Sim Chi Yin


Sim Chi Yin is a Singaporean photographer, based between Beijing, China, and London. She works as a documentary photographer and artist who pursues self-directed projects in Asia and is "interested in history, memory, and migration and its consequences".
As well as photography she uses film, sound, text and archival material.
The Long Road Home: Journeys Of Indonesian Migrant Workers was published in 2011. Sim is a nominee member of Magnum Photos.
She has been awarded a Magnum Foundation Social Justice and Photography fellowship and the Chris Hondros Award.

Life and work

Sim was born in Singapore. She read history and international relations at the London School of Economics on a scholarship.
She worked as a print journalist and foreign correspondent at The Straits Times for nine years. In 2010 she quit to work full time as a photographer. Within four years she was working as a photojournalist, getting regular assignments from The New York Times.
Her first major work was "The Rat Tribe", about blue-collar workers in Beijing. It has been published widely and was shown at Rencontres d'Arles in 2012.
Sim spent four years photographing Chinese gold miners living with the occupational lung disease silicosis, published in the photo essay "Dying To Breathe", much of it about He Quangui, also the subject of a short film.
She was commissioned as the Nobel Peace Prize photographer in 2017 to make work about its winner, the International Campaign to Abolish Nuclear Weapons. Her photographs of similarities in landscapes related to nuclear weapons, both in the USA and along the China-North Korea border, were exhibited at the Nobel Peace Center museum in Oslo, Norway.
In 2014 she became an interim member of VII Photo Agency, a full member in 2016 then left in 2017. In 2018 she became a nominee member of Magnum Photos.
Sim is currently a PhD candidate on scholarship at King's College London, researching British Malaya.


- EXERCISE DIRECTIONS
Give the records again exactly, but drop the pictures.

- PROVIDED INFORMATION
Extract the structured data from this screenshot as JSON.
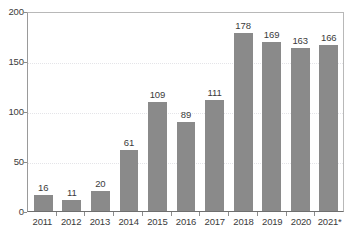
{
  "chart_data": {
    "type": "bar",
    "title": "",
    "subtitle": "",
    "xlabel": "",
    "ylabel": "",
    "categories": [
      "2011",
      "2012",
      "2013",
      "2014",
      "2015",
      "2016",
      "2017",
      "2018",
      "2019",
      "2020",
      "2021*"
    ],
    "values": [
      16,
      11,
      20,
      61,
      109,
      89,
      111,
      178,
      169,
      163,
      166
    ],
    "value_labels": [
      "16",
      "11",
      "20",
      "61",
      "109",
      "89",
      "111",
      "178",
      "169",
      "163",
      "166"
    ],
    "ylim": [
      0,
      200
    ],
    "yticks": [
      0,
      50,
      100,
      150,
      200
    ],
    "ytick_labels": [
      "0",
      "50",
      "100",
      "150",
      "200"
    ],
    "grid": true,
    "grid_axis": "y",
    "legend": "none",
    "bar_color": "#8a8a8a",
    "text_color": "#3b3b3b",
    "gridline_color": "#e4e4e8",
    "axis_color": "#6f6f6f",
    "background": "#ffffff"
  }
}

- FINAL ANSWER
Extract the structured data from this screenshot as JSON.
{
  "chart_data": {
    "type": "bar",
    "title": "",
    "subtitle": "",
    "xlabel": "",
    "ylabel": "",
    "categories": [
      "2011",
      "2012",
      "2013",
      "2014",
      "2015",
      "2016",
      "2017",
      "2018",
      "2019",
      "2020",
      "2021*"
    ],
    "values": [
      16,
      11,
      20,
      61,
      109,
      89,
      111,
      178,
      169,
      163,
      166
    ],
    "value_labels": [
      "16",
      "11",
      "20",
      "61",
      "109",
      "89",
      "111",
      "178",
      "169",
      "163",
      "166"
    ],
    "ylim": [
      0,
      200
    ],
    "yticks": [
      0,
      50,
      100,
      150,
      200
    ],
    "ytick_labels": [
      "0",
      "50",
      "100",
      "150",
      "200"
    ],
    "grid": true,
    "grid_axis": "y",
    "legend": "none",
    "bar_color": "#8a8a8a",
    "text_color": "#3b3b3b",
    "gridline_color": "#e4e4e8",
    "axis_color": "#6f6f6f",
    "background": "#ffffff"
  }
}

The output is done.